Portugal will have 36% fewer prison guards by the end of this year, not enough for the current prison population, unions worried about the risks of escapes, kidnappings or violence in the institutions warned on Tuesday.
At a joint press conference by unions representing prison managers and guards, union structures warned of staff shortages, asked for travel allowances similar to those attributed to judicial police and warned of the risk of a “tragedy” in Portuguese prisons.
According to Carlos Souza of the National Union of Prison Guards (SNCGP), the staff designed for a prison population of 10,000, three thousand less than the current prison population, is 4,977, and there are only 3,885 guards on active duty. This figure will be reduced by seven hundred less due to reforms planned by the end of the year.
“The various authorities have not taken care to strengthen the personnel map or even supplement it,” said Carlos Sousa, recalling that Portugal has been condemned by international bodies for the lack of prison conditions.
In this sense, he warned, “the conditions of detention of some are the working conditions of others, in this case the working conditions of prison guards.”
Consequently, “if something serious happens in Portuguese prisons, it will not be the fault of the prison guards, but the fault of those who did not engage in public affairs, strengthening prison guards and caring for the facilities.”
“We have prisons in mainland Portugal and also in the Azores and Madeira that work at night with two, three guards,” compared to “one hundred, two hundred, three hundred prisoners,” he added, stressing that “the prison system is in chaos.” , there is something” and “all the authorities involved in the Ministry of Justice are complicit in how this happened, some by actions, others by inaction.”
For his part, Herminio Barradas from the Union of Chiefs of Prison Guards (ASCCGP) recalled that in 2017 the Ministry of Justice approved and published a 10-year multi-year plan, “an investment path that was decided”, but it was never implemented by politicians. “skillful and wasteful in inaugurations and pompous presentations of pilot projects, selectively forgetting to present the results.”
Government officials have created a “narrative of prison stability, they have consciously and deliberately politicized” the sector, and currently “they have no solutions and are headed for tragedy, collapse and chaos,” Herminio Barradas warned.
According to the official, “What is left of the prison guard will be present and firm or not, doing the best it can with the dismal resources the government is allocating to it, without guaranteeing results, much less efficiency and effectiveness.”
Today, prison institutions operate “at a constant minimum of services, only with the abusive use of off-duty guards and overtime work,” the director emphasized.
Union leaders believe the travel allowance would be what oversight should provide to prison guards who have “the dangerous mission of being in constant contact with a belligerent, largely militant target population,” Carlos Souza said.
As an example, Herminio Barradas recalled that last year five times more bladed weapons were seized in prisons than two years ago, indicating “insufficient supervision” and the presence of cases of “coercion and extortion” among detainees.
Moreover, there is a “completely different organizational potential of prisoners.”
SNCGP leader Frederico Morais also warned about the number of attacks on security guards (63 in 2022, 20 in 2023 and ten so far in 2024).
“Attacks on prison guards have become commonplace” with “inaction on the part of prison authorities” who then fail to take action on these cases, a trend that has led to the precarious release of a prisoner charged with assault.
In this case, he explained, “the sentencing court was deceived by the prison services into allowing the release of a prisoner in difficult conditions, in respect of whom the prison case had not yet been completed.”
Trade union leaders are allowing other forms of struggle if the new government does not heed these demands, namely the use of strikes.
After March 10, “a reasonable, fairly short period will be given, since all political parties in the so-called arc of governance know our problems well and they do not need much time to change portfolios,” explained Carlos Souza.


Go through the data and tally the lines that include "промокода". The reply is that number alone.
===== Record set =====
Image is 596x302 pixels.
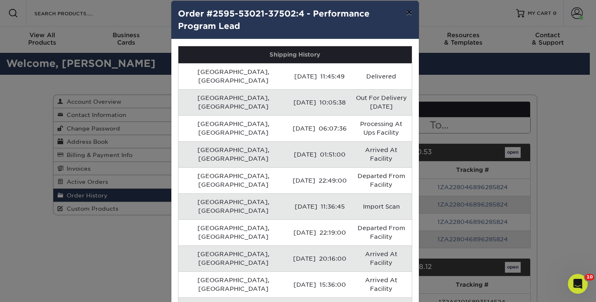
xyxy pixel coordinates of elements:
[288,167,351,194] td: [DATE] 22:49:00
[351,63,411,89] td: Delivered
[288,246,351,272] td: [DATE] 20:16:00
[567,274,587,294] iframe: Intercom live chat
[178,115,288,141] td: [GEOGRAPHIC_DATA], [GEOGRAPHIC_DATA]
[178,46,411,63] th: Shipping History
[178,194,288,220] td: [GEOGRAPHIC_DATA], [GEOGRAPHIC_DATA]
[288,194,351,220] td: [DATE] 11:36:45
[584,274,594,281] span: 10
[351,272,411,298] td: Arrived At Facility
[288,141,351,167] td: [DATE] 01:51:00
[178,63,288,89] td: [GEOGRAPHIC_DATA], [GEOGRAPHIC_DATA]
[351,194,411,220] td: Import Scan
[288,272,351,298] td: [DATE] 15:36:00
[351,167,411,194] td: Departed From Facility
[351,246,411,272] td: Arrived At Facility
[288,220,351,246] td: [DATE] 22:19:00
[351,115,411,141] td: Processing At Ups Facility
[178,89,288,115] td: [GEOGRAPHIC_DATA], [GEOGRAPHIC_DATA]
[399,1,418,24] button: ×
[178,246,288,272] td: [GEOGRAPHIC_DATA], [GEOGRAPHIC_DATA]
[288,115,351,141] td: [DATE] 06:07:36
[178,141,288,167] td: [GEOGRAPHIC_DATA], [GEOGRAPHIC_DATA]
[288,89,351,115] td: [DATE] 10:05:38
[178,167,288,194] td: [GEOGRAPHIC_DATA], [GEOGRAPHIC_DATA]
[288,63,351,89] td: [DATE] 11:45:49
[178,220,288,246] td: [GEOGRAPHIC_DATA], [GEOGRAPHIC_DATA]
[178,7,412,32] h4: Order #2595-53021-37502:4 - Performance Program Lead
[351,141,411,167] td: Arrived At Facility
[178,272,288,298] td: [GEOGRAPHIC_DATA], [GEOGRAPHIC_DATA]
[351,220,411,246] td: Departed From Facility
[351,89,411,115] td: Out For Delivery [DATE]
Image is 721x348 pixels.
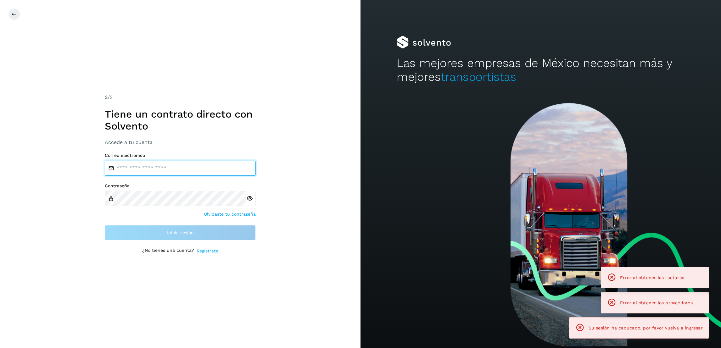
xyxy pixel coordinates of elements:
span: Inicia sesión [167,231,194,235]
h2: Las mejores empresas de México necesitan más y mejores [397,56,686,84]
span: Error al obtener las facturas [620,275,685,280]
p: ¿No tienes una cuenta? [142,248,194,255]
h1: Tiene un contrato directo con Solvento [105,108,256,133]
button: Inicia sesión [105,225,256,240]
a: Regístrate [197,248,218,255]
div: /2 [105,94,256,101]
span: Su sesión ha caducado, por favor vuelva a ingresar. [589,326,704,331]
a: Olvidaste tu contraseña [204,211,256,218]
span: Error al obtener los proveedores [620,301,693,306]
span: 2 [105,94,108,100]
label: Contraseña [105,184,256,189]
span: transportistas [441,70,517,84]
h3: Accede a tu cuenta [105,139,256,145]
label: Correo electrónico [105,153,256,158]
=====
===== Record set =====
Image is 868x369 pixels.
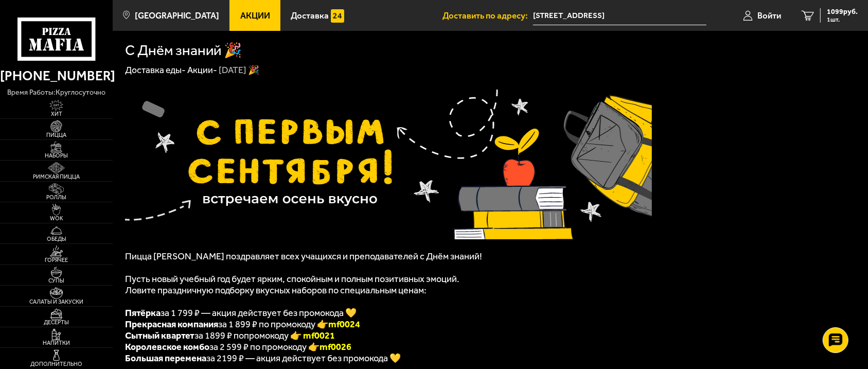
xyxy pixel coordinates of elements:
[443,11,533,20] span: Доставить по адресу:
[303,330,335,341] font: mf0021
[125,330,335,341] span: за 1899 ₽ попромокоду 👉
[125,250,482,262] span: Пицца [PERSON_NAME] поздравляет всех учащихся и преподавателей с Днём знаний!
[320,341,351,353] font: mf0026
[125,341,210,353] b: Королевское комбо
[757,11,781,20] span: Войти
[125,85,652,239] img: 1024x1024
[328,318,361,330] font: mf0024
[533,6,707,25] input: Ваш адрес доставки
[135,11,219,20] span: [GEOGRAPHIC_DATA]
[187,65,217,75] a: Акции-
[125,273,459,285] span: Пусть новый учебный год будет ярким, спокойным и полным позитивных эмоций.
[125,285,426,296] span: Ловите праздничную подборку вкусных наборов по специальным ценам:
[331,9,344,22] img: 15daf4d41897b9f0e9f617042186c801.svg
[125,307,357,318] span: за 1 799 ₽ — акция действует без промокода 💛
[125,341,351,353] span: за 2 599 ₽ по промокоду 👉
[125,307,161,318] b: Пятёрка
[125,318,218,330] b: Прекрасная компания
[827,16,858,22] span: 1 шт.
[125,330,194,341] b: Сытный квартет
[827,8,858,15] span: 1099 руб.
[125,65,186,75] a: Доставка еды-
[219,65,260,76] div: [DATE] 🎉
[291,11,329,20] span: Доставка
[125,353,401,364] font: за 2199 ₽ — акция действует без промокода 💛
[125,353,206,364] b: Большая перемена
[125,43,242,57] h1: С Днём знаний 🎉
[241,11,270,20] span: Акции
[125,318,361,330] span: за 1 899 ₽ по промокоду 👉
=====
Result for this exercise: 2